Improving the IFA world
No doubt there will be many IFAs who won’t think their world needs changing. I have reported recently on complacency among IFAs who think that they can sell “peace of mind” without being accountable for outcomes.
In a podcast shortly to be broadcast by New Model Adviser I noted that the highest trust pilot score achieved by any firm helping with retirement options is from Retirement Line – an annuity broker which doesn’t provide regulated advice. The much maligned SJP are right up there but the people who get the highest trust ratings are the scammers, who’s customer service is so excellent that their customers hand over money without demur – against all rational logic.

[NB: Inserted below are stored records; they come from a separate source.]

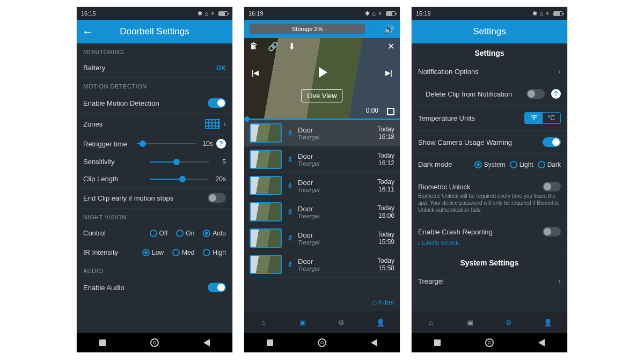 The height and width of the screenshot is (362, 644). What do you see at coordinates (543, 118) in the screenshot?
I see `segment-temp-units: °F °C` at bounding box center [543, 118]. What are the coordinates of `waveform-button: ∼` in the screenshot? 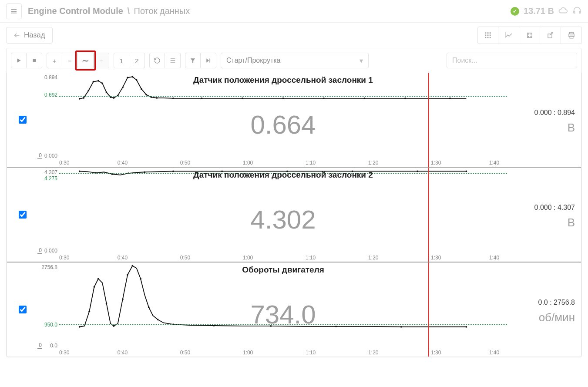 It's located at (86, 61). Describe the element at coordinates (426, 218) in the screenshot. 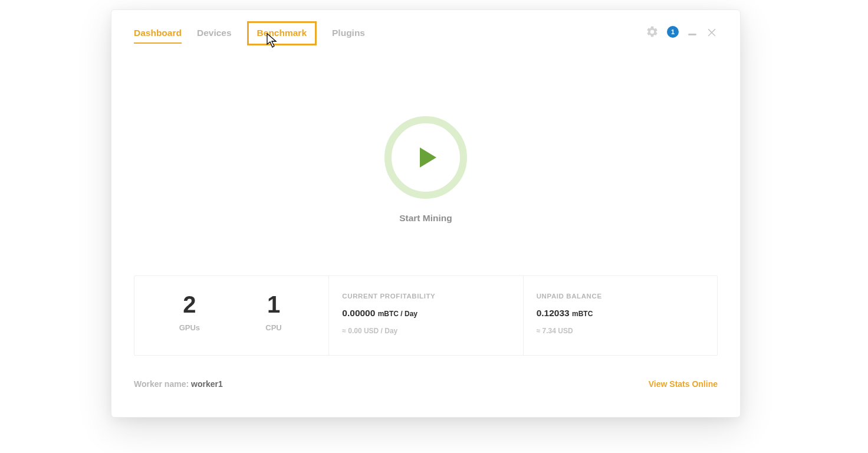

I see `start-mining-label: Start Mining` at that location.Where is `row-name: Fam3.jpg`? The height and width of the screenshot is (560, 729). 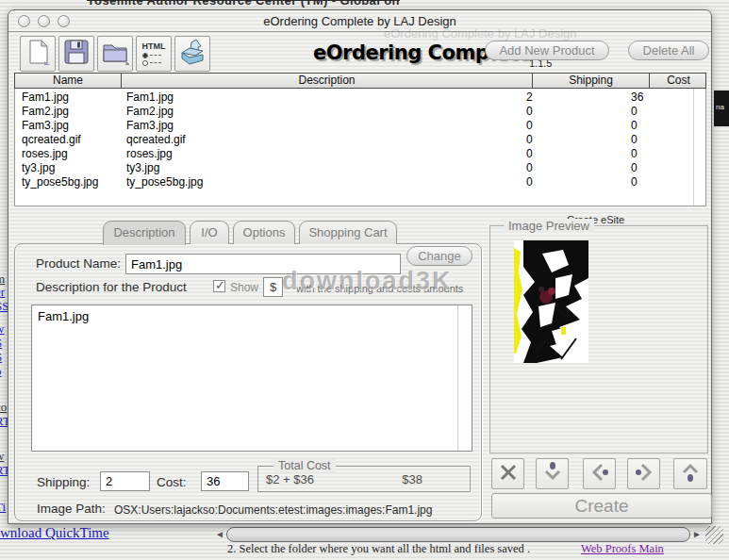 row-name: Fam3.jpg is located at coordinates (68, 126).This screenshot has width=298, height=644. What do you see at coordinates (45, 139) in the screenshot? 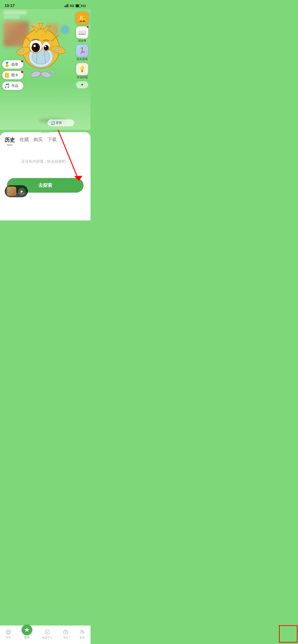
I see `tabs-row: 历史 收藏 购买 下载` at bounding box center [45, 139].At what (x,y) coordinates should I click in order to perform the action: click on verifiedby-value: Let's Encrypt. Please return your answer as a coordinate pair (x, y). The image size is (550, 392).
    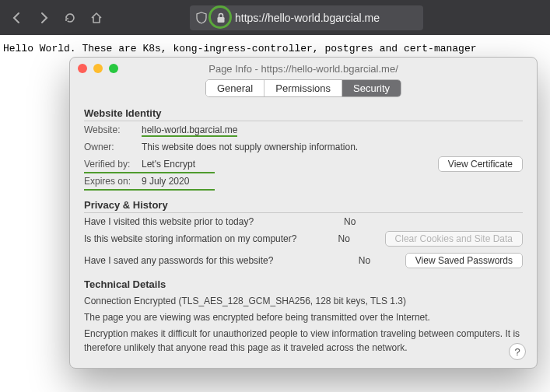
    Looking at the image, I should click on (289, 164).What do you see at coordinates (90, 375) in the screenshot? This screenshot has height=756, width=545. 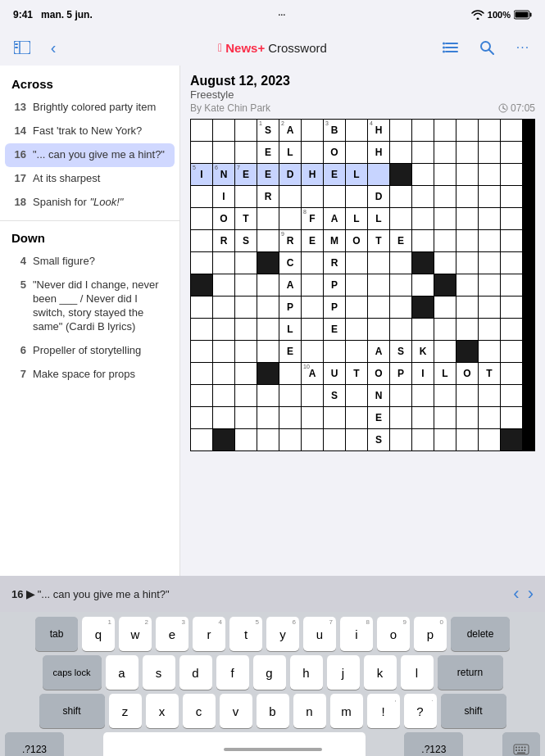 I see `clue-down-7: 7 Make space for props` at bounding box center [90, 375].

IFA’s suffer from a trust deficit and until they are generally trusted, they will not get the general acceptance that has made SJP a household name. Smith knows this and understands the capacity large employers have to help the best IFAs raise their game by improving their business models and driving out the likes of Active Wealth Management.
As more employers and trustees adopt this approach, building confidence in employees and members to get good advice at a reasonable price, it will mean ‘natural selection’ will lead to the promotion and growth of genuinely good IFA firms and hopefully the end of scammers and poorly run firms.

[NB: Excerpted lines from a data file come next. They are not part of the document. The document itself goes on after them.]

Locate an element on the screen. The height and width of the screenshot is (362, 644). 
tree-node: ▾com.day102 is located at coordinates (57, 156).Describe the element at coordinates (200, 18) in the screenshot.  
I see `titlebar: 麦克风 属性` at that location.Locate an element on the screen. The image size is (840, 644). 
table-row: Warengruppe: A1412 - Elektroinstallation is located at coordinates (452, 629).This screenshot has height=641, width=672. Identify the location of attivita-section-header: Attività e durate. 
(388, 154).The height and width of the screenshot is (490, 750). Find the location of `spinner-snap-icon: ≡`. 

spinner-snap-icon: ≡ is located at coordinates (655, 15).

Employers taking retirement seriously
Ruston is surely right. The risk of people being pirated in the Strait of Hormuz is substantial, the cost of providing professional help at the point of crisis is small relative to the cost of helping people build up their retirement pots.
The prioritisation of good quality IFAs to do this work is right, especially for the deep-pocketed employers who have budgets – Tesco being one of these.
But for smaller employers we will need to see more innovation. There aren’t enough deep-pocketed employers or good quality IFAs to go round and the MAS, unbiased and vouched for databases aren’t aimed at ordinary workers with small pots.
In the next couple of weeks, the Money and Pension Service is due to publish its strategic plan and I hope that that plan will have a big section on helping people retire from work with the help of workplace advice and guidance.
Meanwhile, firms such as mine, will continue to research and build digital solutions to compliment and promote financial advice – of the type that Ruston Smith takes seriously.